The anxietythat WWisn't being marketed heavily enough makes perfect sense ... if WWbombs the lesson won't be "BVSand Suicide Squadruined the brand" or "we should have marketed this harder" or even "maybe we should have made a better movie." There's a real risk that the takeaway will be "see, girl superhero movies don't sell."

Sadly, she's right.

That takeaway (which is just plain wrong -- good movies sell no matter the identifying qualities of their lead characters) will sadly endure until something distinctly proves otherwise. And by "distinctly," I mean a film that's not superhero-adjacent, like The Hunger Gamesor Lucyor The Force Awakensor even Ghostbusters, but one that's an actual, bona fide, comic book-based superhero.

The last couple of outings for such movies, Elektraand Catwoman, were used as ammunition in a now-infamous 2015 email from then-Marvel CEO Ike Perlmutter to then-Sony head Michael Lynton that was dug up after the Sony hack. The widely loathed Perlmutter (now severed from all moviemaking decisions, praise Odin) was being reductive, but he's not wrong about those movies being disastrous.

If Wonder Womanperforms like I think it will, we can finally put that sort of wrongheaded thinking to rest once and for all. (There's good reason to think it can; the original Guardians of the Galaxycame on early tracking at $60 million, then opened to $94.3 million.)
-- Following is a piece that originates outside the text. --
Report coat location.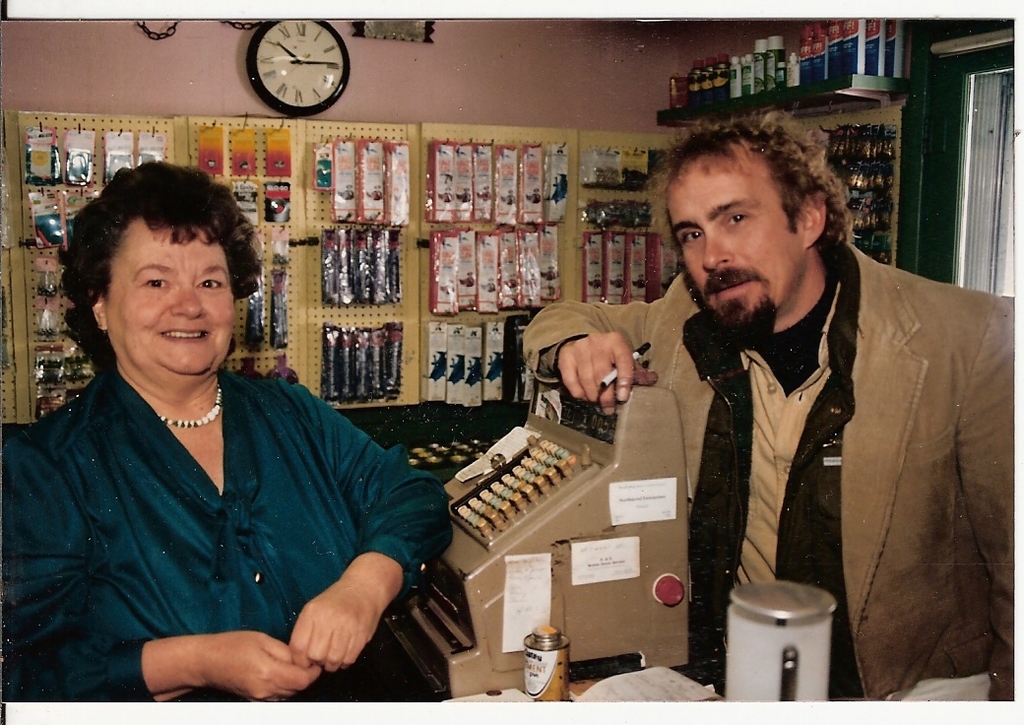
Report: box(521, 231, 1011, 705).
And here's the good news: Even if Wonder Womancomes in at the low end of early-tracking expectations -- let's say just over $60 million in a worst-case scenario -- that still puts it on equal footing with character-franchise debuts for 2011 Marvel films Captain America: The First Avenger($65 million) and Thor($65.7 million), and better than 2015's Ant-Man($57 million).

Here's betting it beats them all -- and even soars past last year's $85 million domestic start for Doctor Strange-- effectively opening the door for all manner of female-centered superhero movies to come.

And there will be so very many, for so very many years ... until you are dead and your children are old.